Bankruptcies

Hope everyone enjoy their Thanksgiving long weekends, and filled up with turkey and complex carbohydrates.

In the comments section of last weeks post on consumer debt someone referenced these stats on bankruptcies/insolvencies in Canada. I managed to find their historical bankruptcy numbers, but not the proposal and total insolvency stats (insolvencies = bankruptcies + proposals).

So, we’ll take a look at the bankruptcy numbers today, and rather then do one monster post I’ll just do a series and in coming days and weeks I’ll do further comparisons between consumer debt, bankruptcies and foreclosures.

Rather then just quoting the hard figures, most of these measures have been derived to give a better historical context. This is a figure of the number of consumer bankruptcies per 1,000 people in Alberta for any given year. Also included the long term average and median figures for comparative purposes, and a projection of what the 2009 figure will be based on the numbers through August and long-term seasonality.

As we can see, through 2008 we were still in the average range overall, but actually quite low when compared to the prior 20 years (given the shift there must have been some kind of change in measurement and/or legislation around 1990).
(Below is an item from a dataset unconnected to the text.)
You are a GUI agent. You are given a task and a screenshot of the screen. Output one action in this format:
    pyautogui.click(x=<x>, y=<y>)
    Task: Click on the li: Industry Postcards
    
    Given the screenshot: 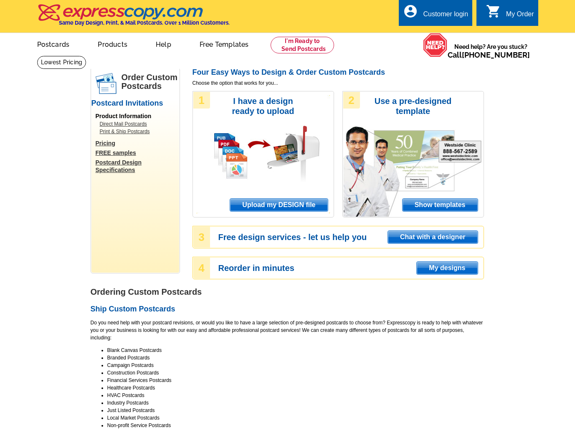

During the boom period we saw bankruptcy figures fall, but are expected to spike back up this year to pre-boom levels.

It is also interesting to look at the historical figures. For example, we’ve talked here often about the early 80′s recession and have heard the stories about the devastation felt by residential real estate. We can see bankruptcies did double from the boom days in the 70′s to the bust in the early 80′s… but the rate stayed constant right through the rest of the 80′s, no discernible spike as one might expect.

Then in the early 90′s we see the rate climb from 1.0 to 2.25… this also coincided with a recession (though minor compared to a decade earlier), but curiously in the mid 90′s the rate took off again and topped out above 3.5 after the recession had already played itself out.

From what we know about home prices, they had a significant drop in the early 80′s, and minor one in the early 90′s, but were stagnant in the mid-90′s. So, it would seem any relationship between consumer bankruptcies and real estate is probably not closely tied to bankruptcy rate.

Just some food for thought, here is the year-over-year change in bankruptcy rate. Interesting to note that based on our current pace, 2009 will have the highest increase ever. No small feat considering it was not exactly low going in. While probably not directly effecting real estate, it is a rather damning statistic for the Alberta economy as a whole.

Beyond just the number of bankruptcies, the stats also include sets on the assets, liabilities and deficiencies (assets less liabilities). I adjusted all these for inflation (2009 dollars) for comparative purposes and then divided that number by the number of bankruptcies to get a ‘per bankruptcy’ figure.

Here we can really see the effects of the early 80′s recession. While the rate was not so high, there was a HUGE difference in the sums of money per bankruptcy, and that’s likely a sign there there were a lot more foreclosures involved… where as it appears in most years the vast majority of bankruptcies involve those that do no own real estate.

When it topped out in 1984 there was an (inflation adjusted) average of about $237,000 worth of liabilities (very close to the inflation adjusted average real estate price at the peak of that boom, coincidence?!), to only about $60,000 worth of assets. The figures at play between 1982 and 1986 completely dwarfs any figures before or since.

Here is another graph that somewhat combines the two prior. It overlays the rate over the average deficiency (I included nominal and real dollars just so you can see for yourselves the effects of inflation).

Here we can see that the sums involved are really not related to the number of people defaulting. Through from 1991-2001 despite the rate being at all time highs, the average person who filed for bankruptcy was less then $10,000 in the hole.

So we can fairly safely conclude that in those years that vast majority of those going bankrupt were not home owners, or in any danger of becoming one, so the rate itself is probably of little value in predicting foreclosure rates.

What is a better indicator of foreclosure trouble is the sums involved.

The 80′s were remembered as disastrous, and the deficiencies witnessed then reflected that. We had a slight hiccup in the early 90′s, and we can see a corresponding blip in 1990. The more people that are foreclosed upon, the higher the numbers will skew.

That we have been tracking upwards the last few years could be a warning of things to come, but as we’ve discussed here, the levels of non-mortgage debt carried have also taken off of late too, so we must take that into the equation.

It will be interesting to see what the numbers end up looking like in 2009, as I could not do any projection for the deficiencies and that is the number we’re most interested in for our purposes.